After the dive, we spent a few hours cleaning our gear and ate a small lunch before heading out for our second dive.

open water, prologue

A while back, I met a woman named Sharon at a bar. I have to say, I have no memory of what she looks like. I can barely remember anything about her, but I have her number in my contacts list, and she sms’s me from time to time. From these text messages, I have learned that she is an avid diver.

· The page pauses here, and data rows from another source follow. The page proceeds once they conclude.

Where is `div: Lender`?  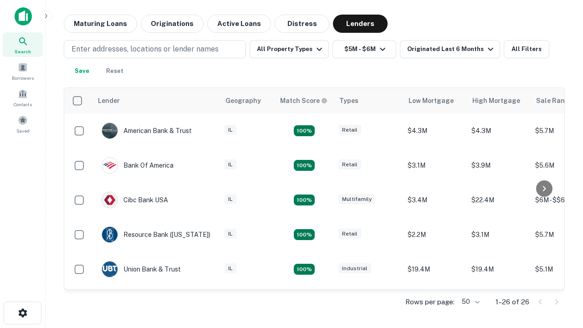 div: Lender is located at coordinates (109, 101).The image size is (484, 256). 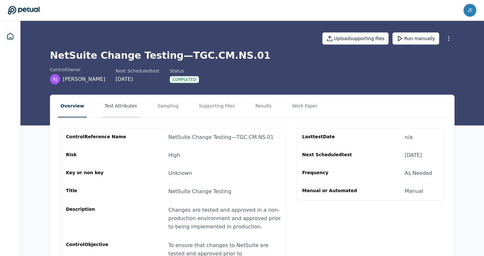 What do you see at coordinates (97, 155) in the screenshot?
I see `div: Risk` at bounding box center [97, 155].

As a side note, it’s interesting that I’ve maintained a steady – if very infrequent – sms correspondence with Sharon. I chatted with her just once in a bar. That’s all. And although I haven’t seen her since that first night – months ago – she said she would have agreed to go away with our group for a weekend dive trip, if she did not already have plans to go to Amsterdam. It’s possible she has a better memory of me than I do of her, but the likelier story is that we just mutually trust that since we exchanged numbers a long time ago, we must have found each other interesting or at least harmless enough.

Anyway, I bring up Sharon because she recommended a dive instructor in one of her text messages months ago. I couldn’t remember who it was though, and when I tried to contact her to get the name, she was already on her way to Amsterdam.

So we ended up with the man we call crazy Raymond, whom I met through a dive shop in Lucky Plaza.